Wednesday, July 06, 2005

Visiting my Country of Origin (The US)

For the first time in several years, I am taking my two teenagers to the US for a visit. I have not been back since 2001, while they have not been back since 1998. It should be very interesting, to say the least. I hope to post while back there to give some idea of differences and insights I have, but on the other hand, it's a vacation and I am not all that insightful except on rare occasions. In any case, I am looking forward to it and will be returning to Cairo in 3 weeks.

Tuesday, July 05, 2005

The 18th Century Liberals

On the 4th of July, you usually have a spate of articles discussing the Founders of the US, people that Americans all learned about as children. Most of us admire them and believe that we take them as role models.

I have to admit I find their writings stirring and powerful. I love the Declaration of Independence just for its rhetorical strength. It's more like a religious document to me than a political one.

However, I am starting to get seriously annoyed by modern people trying to claim the Founders as soul mates. Yesterday I read on some of my favorite liberal websites several of these "rant-counter-rant" things mocking Conservative screeds against Liberals, such as this insane Marine's thing that veers back and forth between ranting against Liberals and ranting against Muslims in the strongest possible terms of intolerant misanthropy. Yet the riposte, although it lacked the element of disgusting racism of the original, seemed to me to be equally lacking in truth.

In truth, the Founders were "18th Century Liberals". They were not anything like today's liberals or conservatives as the terms are usually understood in the US. They lived in a time before corporate personhood, government-sponsored research bodies, and many other things we absolutely take for granted now. They were interested in the landed, propertied, male class having full citizenship rights against the monarch, and they were interested in the view that monarchs had no divine right to rule but that all governors should have some sort of legitimacy through the consent of the governed, by whom they meant the landed, propertied, male (and white) elite class.

If they can truly be said to have a counterpart in modern political thought, it would be the more extreme forms of libertarianism - but again, I don't believe they were as ideologically rigid as the modern form is. They did not insist on their beliefs in the face of facts like overwhelming corporate power or government ability to contribute to scientific and intellectual progress. Those facts did not exist yet. Libertarians today seem to have their heads in the sand, wanting to believe that the supreme individual remains the same as he was back when Jefferson wrote the Declaration.

Their writings were inspirational. They bravely fought the greatest military and imperial power of the time, and they won. But they certainly were no closer to being like modern Liberals than they were like modern Conservatives. And such silly claims that are supposed to appeal to our emotions are starting to seriously annoy me. I am particularly annoyed when liberals get all teary eyed and start declaiming how they are wearing the mantle of Franklin or Jefferson.

I believe that you should be honest about people of the past and their political beliefs and how they are relevant or not relevant to the modern day. And I think this sort of posturing is really, really a big waste of time.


What is required: Where does "input" occur in the listing? Copy every line that holds it.

Data listing:
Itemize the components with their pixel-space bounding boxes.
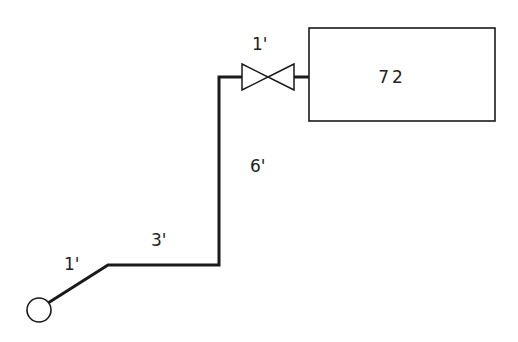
horizontal-length-label: 3'	[151, 230, 167, 250]
tank-label: 72	[378, 67, 406, 87]
valve-length-label: 1'	[252, 34, 268, 54]
valve-icon	[242, 64, 294, 90]
source-circle-icon	[27, 298, 51, 322]
diagonal-length-label: 1'	[64, 254, 80, 274]
piping-diagram: 72 1' 6' 3' 1'	[0, 0, 518, 342]
riser-length-label: 6'	[250, 156, 266, 176]
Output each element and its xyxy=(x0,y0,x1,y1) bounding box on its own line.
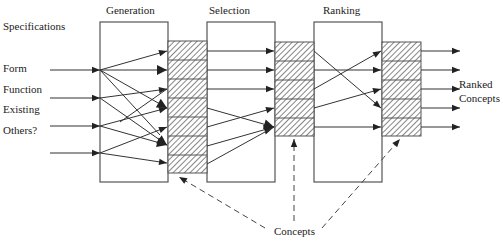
concept-pipeline-diagram: Generation Selection Ranking Specificati… xyxy=(0,0,503,244)
concept-column-3 xyxy=(382,42,421,136)
input-label-form: Form xyxy=(3,62,27,75)
input-label-function: Function xyxy=(3,83,42,96)
input-arrows xyxy=(50,70,100,153)
selection-arrows xyxy=(207,51,274,164)
stage-boxes xyxy=(100,22,382,182)
generation-arrows xyxy=(100,51,167,163)
concept-column-1 xyxy=(168,41,207,173)
ranked-concepts-label-line1: Ranked xyxy=(459,78,493,91)
stage-label-generation: Generation xyxy=(106,4,155,17)
ranked-concepts-label-line2: Concepts xyxy=(459,92,500,105)
concepts-label: Concepts xyxy=(274,225,315,238)
ranking-arrows xyxy=(314,51,381,127)
input-label-existing: Existing xyxy=(3,103,40,116)
ranking-box xyxy=(314,22,382,182)
stage-label-ranking: Ranking xyxy=(323,4,360,17)
diagram-svg xyxy=(0,0,503,244)
input-label-others: Others? xyxy=(3,124,37,137)
concept-column-2 xyxy=(275,42,314,136)
output-arrows xyxy=(421,51,460,127)
stage-label-selection: Selection xyxy=(209,4,250,17)
concept-pointers xyxy=(179,139,400,228)
specifications-heading: Specifications xyxy=(3,20,65,33)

Answer to this task:
input-label-form: Form xyxy=(3,62,27,75)
input-label-function: Function xyxy=(3,83,42,96)
input-arrows xyxy=(50,70,100,153)
input-label-existing: Existing xyxy=(3,103,40,116)
input-label-others: Others? xyxy=(3,124,37,137)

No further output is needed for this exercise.